In a few weeks, the Pacific waterleaf leaves we left behind may stiffen, acquiring a two-day stubble's worth of fuzz and clutches of fuzzy blossoms. Loree and I foraged about 4 ounces of smaller leaves with the texture of brushed cotton, and I returned home to wash them more times than I could count.
Raw, the leaves tasted as pale green as they looked. They had none of the potency of stinging nettles, whose dark flavor reminds me of the chlorophyll-rich version of a bloody steak.
Filling a plastic sack with waterleaf made me think of Greek horta or Armenian jingalov hats, traditional recipes that make the most of a morning's walk along the hillside.
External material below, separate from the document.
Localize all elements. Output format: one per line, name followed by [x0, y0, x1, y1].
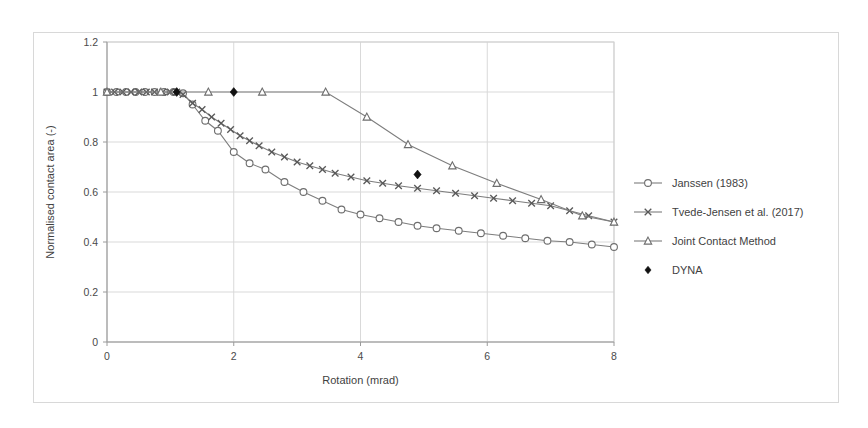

Surviving on spring greens is an ancient, universal necessity, a promise that the killing winter is over and the summer harvest is near.
As for myself, I had wild-green triangoli in mind.
After making Sarah Grueneberg's egg-yolk pasta dough from the wonderful Listen to Your Vegetables — a few of the eggs I used even came from a friend's chickens — I blanched the waterleaf to kill off anything that rinsing hadn’t. I squeezed all the water out of the greens, chopping the emerald-colored mass finely, and stirred it together with ricotta and grated parmesan. Then, to season the pasta filling, I wandered around the house and yard: I pulled the first stalk of pink-tipped spring garlic from my garden, as well as a handful of chives. I snipped a few sprigs of the oregano that has defied our attempts to sheet-mulch over it. I harvested some of the small-leafed basil growing on Christian's aquaponics tank.
The pasta filling came together like a promise. Not the promise of spring; the promise that this larger alchemical process I've embarked on — seeding an edible meadow in my lawn, learning to forage the neighborhood, bartering with friends — is finally showing results. That cooking the neighborhood weaves it into my deeper sense of belonging to this place. That I am becoming alive to this city, and it, to me.
Of course, by the time it came to roll out the pasta, it was late, and I had forgotten how fiddly stuffed pastas can be. My vision of a bowl filled with neat triangle packets of satiny, golden dough slammed up against low blood sugar and deadline stress. My waterleaf triangoli were sloppy. Yet, tossed with melted butter and parmesan, they were delicious. No one vomited after dinner, which was a bit of a relief. I ended up with enough filling and pasta to freeze some and, even better, to give some away.
I love the photos and your humor. It reminded me when my in-laws came to visit in San Francisco and we walked to Land's End, and on the way I picked miners lettuce and ate it and they were shocked at me eating weeds. I was not so concerned then about who or what peed on it, I didn't even think about it, and I survived. In my very hot climate now, I've planted a relative of mint and with water it spreads out lovely, and has nice flowers too. I always pick the ones close to the wall, where dogs can't reach and use them for tea. I think your pasta looks delicious, and I bet it tastes like that too! Don't give up foraging, you will find some real treasures, I am sure. I am planting some zaatar and micromeria in my garden, I love tea with micromeria and zaatar I use instead of oregano in many dishes, lovely in my avocado salad. I've also discovered that the zaatar small flower head have a much more strong smell and flavor and I mix them with the leaves or dry all of them and use it later. Enjoy your foraging and keep us updated!
The pasta is perfect! Gosh, don’t look too deeply at what we serve when you come over! Ha!
Our very old saucer magnolia has not yet bloomed. If you are looking for her petals, you are welcome to them.